_EXERCISE_
Pull out of the data below the stretch of lines bounded by the one containing "The height and" and the one containing "Locate an element", both bounds included, unchanged.

_RECORDS PROVIDED_
────────────────
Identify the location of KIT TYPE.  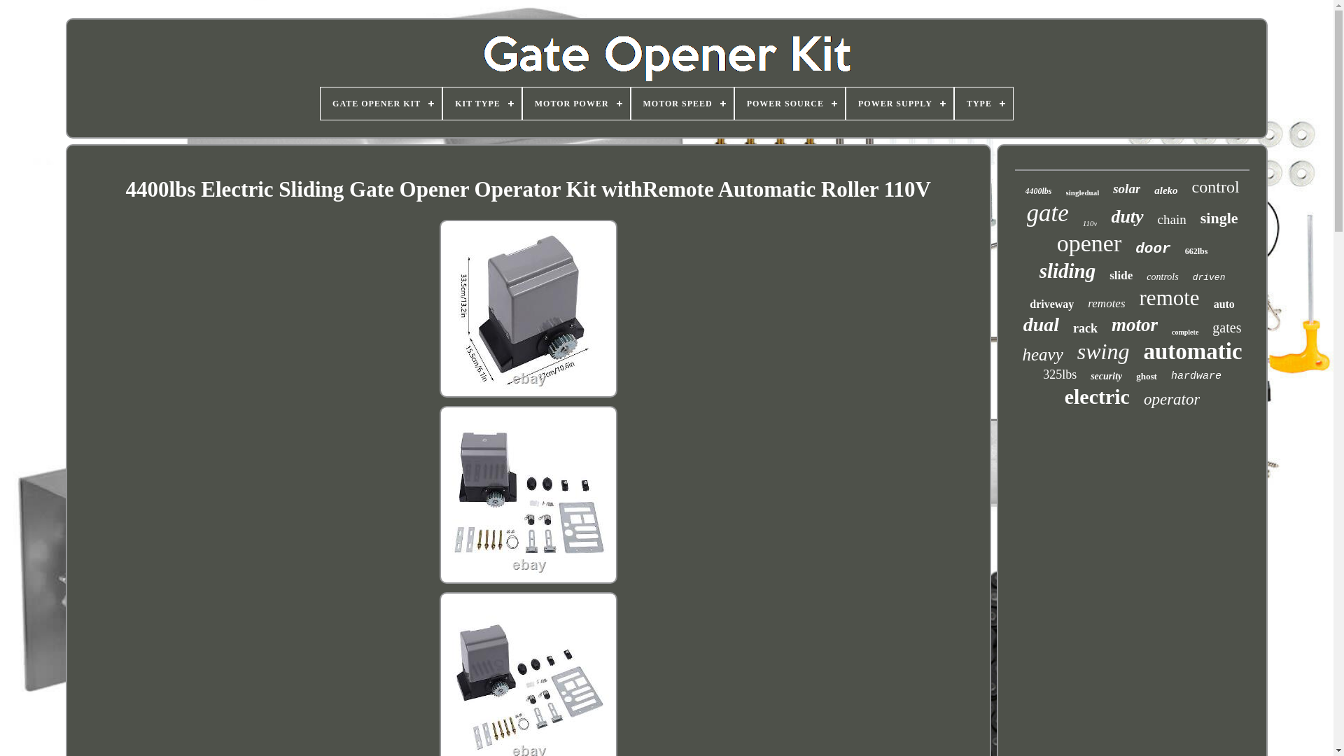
────────────────
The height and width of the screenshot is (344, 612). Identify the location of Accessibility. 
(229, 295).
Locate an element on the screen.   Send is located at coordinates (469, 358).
────────────────
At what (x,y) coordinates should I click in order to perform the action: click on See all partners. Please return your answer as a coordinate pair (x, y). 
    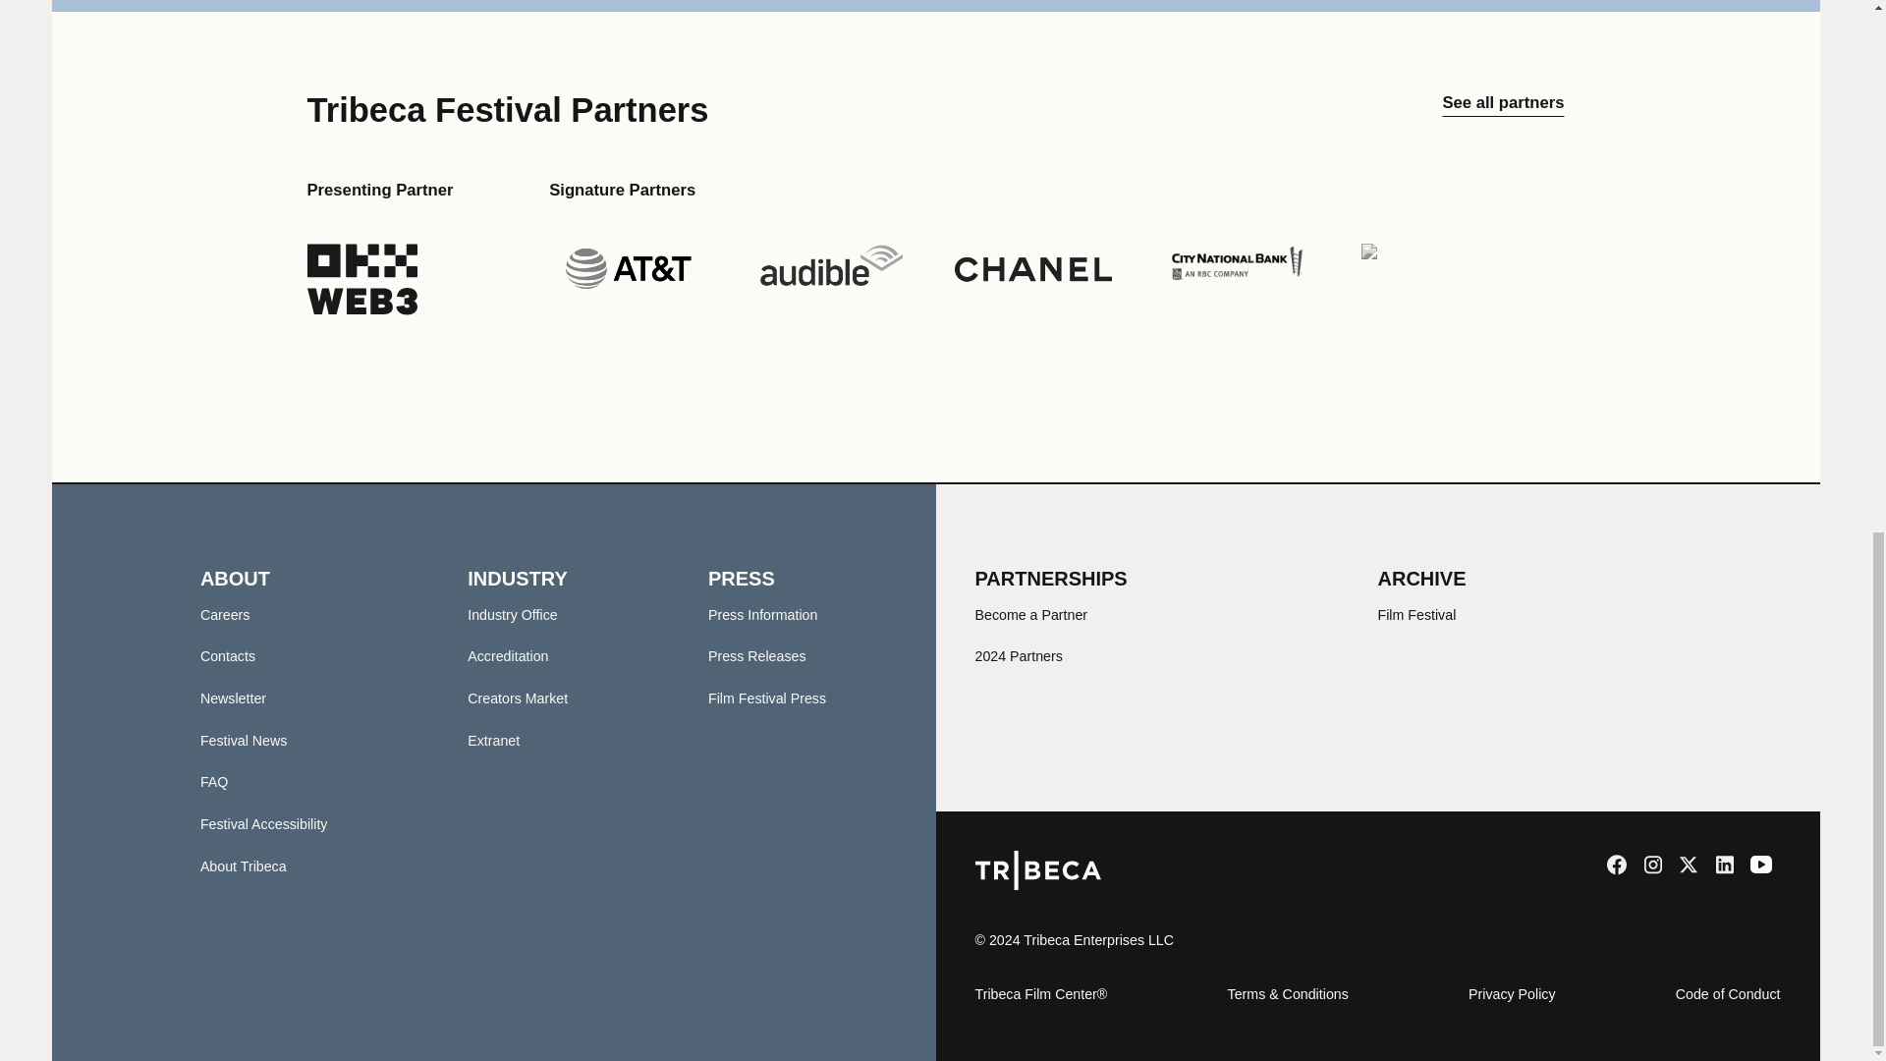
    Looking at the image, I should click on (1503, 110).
────────────────
_EXERCISE ANSWER_
The height and width of the screenshot is (344, 612). Identify the location of Accessibility. 
(229, 295).
Locate an element on the screen.   Send is located at coordinates (469, 358).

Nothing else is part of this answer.